Cooking for blokes.

Every now and then, if it is raining so we cannot get out in the garden and Long Suffering Wife has exhausted her list of things that need doing round the house, I get the urge to be creative and cook something. More specifically, I feel the need to make a batch of soup, an endeavour tolerated by L.S.W. with various caveats - that I must not use the wotzit pan, use too much butter or put in too much salt, among others.

This recipe obviously came out of a book or magazine at some point but I have forgotten the source and indeed all the quantities and probably some of the ingredients, but this works. And it is delicious.

All you need is a very large, sharp knife, a chopping board, a pan and the ingredients. Making this soup allows endless scope for chopping stuff up into small pieces with a swift machine gun like rat-tat tat of the knife like all the more macho TV chefs do. Preparing all the vegetables is immensely satisfying and can be quite cathartic.

A word about quantities: aim to fill the pan about three quarters of the way to the top and use roughly equal amounts of everything apart from the tomatoes. Every time I make this soup it is different as the quantities vary, but it always tastes good.

Start by melting some butter on a very low heat while you chop up some onions. Sauté these until they are soft while you chop up some celery. Stir in the chopped celery so it is coated in the butter and do the same for a chopped cooking apple and lots and lots of tomatoes. Nothing needs to be peeled.

Now add a glass of good dry sherry, a pinch of ginger and a grating of nutmeg and black pepper. Give it a good stir and leave it to cook very slowly in the juices that will come out of the tomato. I like to cover the top of the vegetables with greaseproof paper before putting the lid on the pan.

Now go away and do something else for forty minutes, or an hour… it doesn’t come to much harm if it is neglected for a while. Eventually you will need to add some stock, which can be chicken stock or a vegetable stock using a bouillon powder. Next you will need one of those machines that whiz everything together into a thick liquid. Add salt at this point to your taste and out of view of the salt police. Finally the liquid needs to be pushed through a large sieve using the back of a ladle and all the bits of stringy celery, tomato pips and apple stalks discarded, leaving behind a smooth, very distinctive and piquant tomato soup.

“Can I have my kitchen back now?” Long suffering Wife will say, surveying the scene of my labours “I hope you were not going to leave it like this!”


_Assigned task_: All lines from the one that has "Describe the element" onward to the end of the records below are to be returned exactly; pictures are to be skipped.

[Stored records]
§
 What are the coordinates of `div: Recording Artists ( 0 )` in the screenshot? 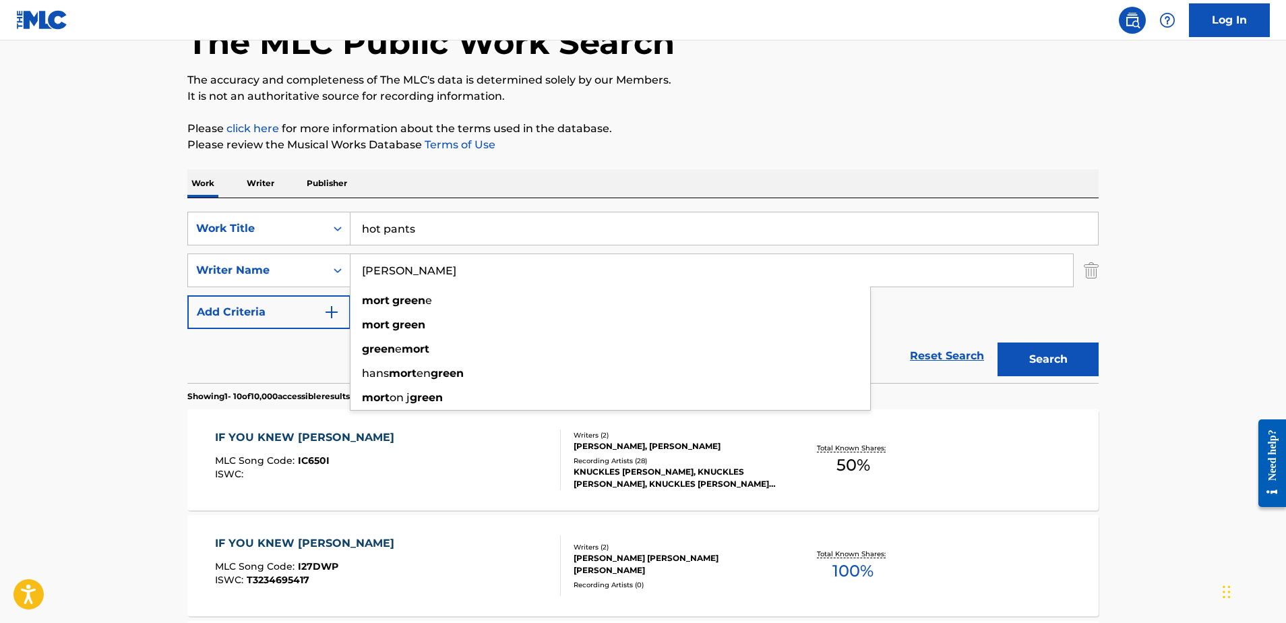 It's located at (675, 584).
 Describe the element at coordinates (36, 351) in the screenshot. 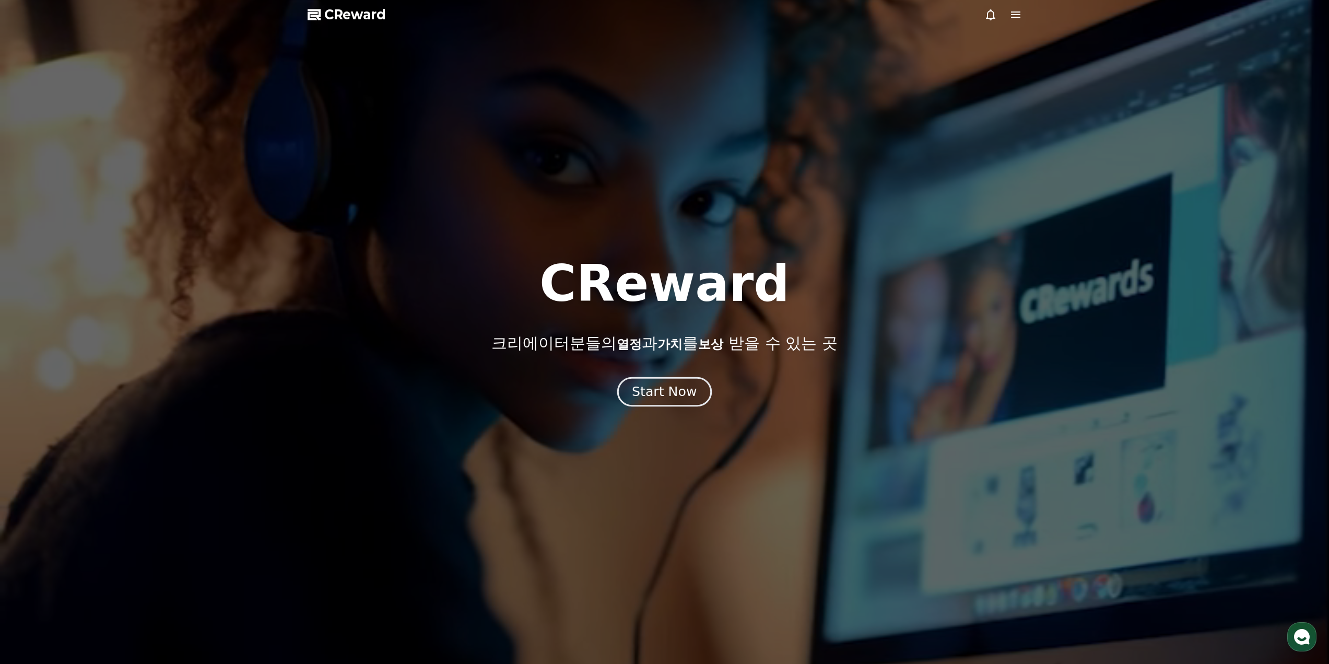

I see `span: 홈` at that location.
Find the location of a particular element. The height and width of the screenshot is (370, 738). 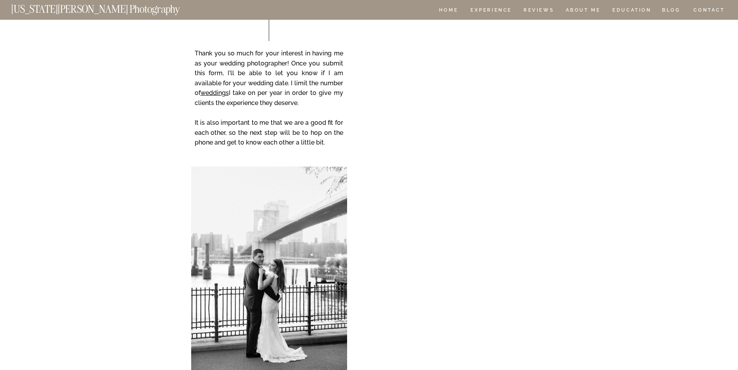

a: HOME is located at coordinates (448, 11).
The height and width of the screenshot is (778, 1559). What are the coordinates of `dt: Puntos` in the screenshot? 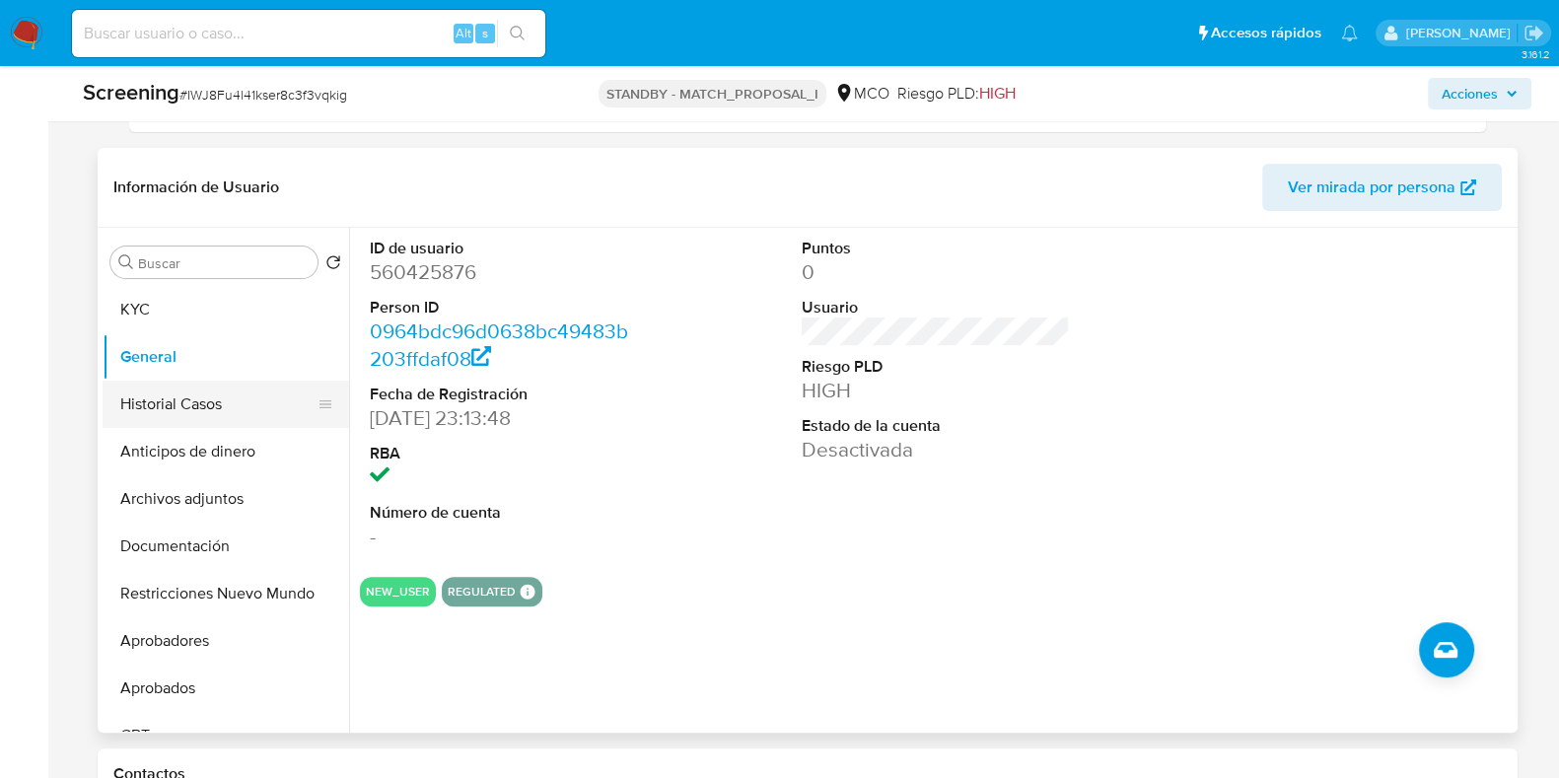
§
_Task output_:
 Describe the element at coordinates (36, 351) in the screenshot. 

I see `span: 홈` at that location.
Find the location of a particular element. The height and width of the screenshot is (370, 738). 

a: HOME is located at coordinates (448, 11).
The height and width of the screenshot is (778, 1559). What are the coordinates of `dt: Puntos` in the screenshot? 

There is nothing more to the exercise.